Correct loads and transport movements by adjusting the distance.

Updated today

By default, Pickler calculates transportation using the final product weight across all transport legs (e.g. from processing location to warehouse).

However, in reality, transport does not always reflect the final product weight.

For example:
A product may be partially produced in one location, then transported to another location for assembly.
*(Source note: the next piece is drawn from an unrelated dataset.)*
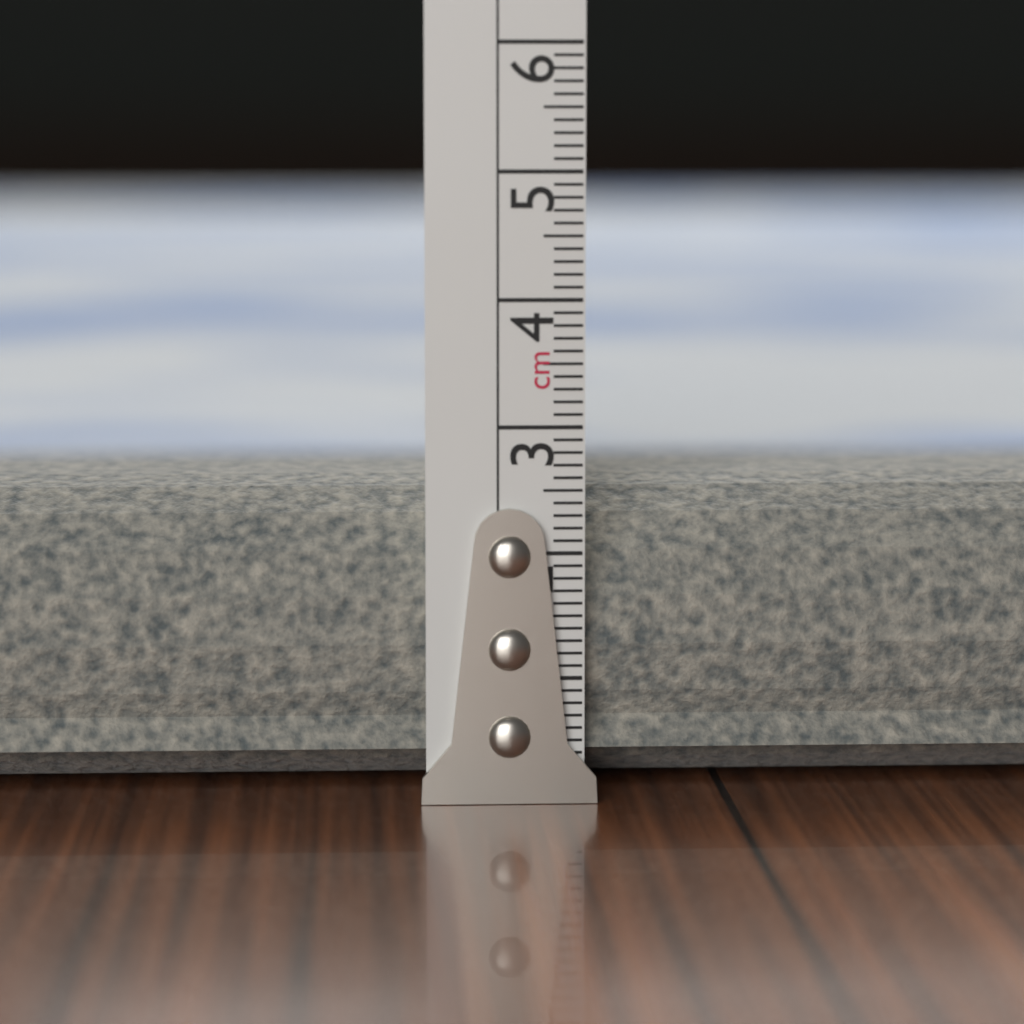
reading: 2.6 cm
Only after assembly does it reach its final weight.

Since Pickler applies the same pallet weight and size across all transport legs, you cannot adjust the transported weight per step.

This means that early transport legs may be overestimated if you don't correct this.

Workaround

Since weight cannot be adjusted per leg, you can correct the transport impact by adjusting the distance.

This works because:

  • Transport impact scales linearly with both weight and distance

  • If weight is too high, you can reduce the distance proportionally

How to apply this

Enter your route as you normally would, but adjust the distance based on the weight difference.

  1. Take the actual distance (in km)

  2. Calculate the correction factor:
    actual transported weight / final product weight

  3. Multiply the distance by this factor

Example:

  1. Final product weight: 10 gram

  2. Semi-finished product weight: 4 gram

  3. Actual distance: 1,000 km

Correction factor:
4 / 10 = 0.4

Adjusted distance in Pickler:
1,000 Γ— 0.4 = 400 km

Why this is a workaround

Pickler currently applies pallet weight and size uniformly across all transport legs. Adjusting the distance is a practical way to approximate real-world transport until per-leg weight adjustments are supported.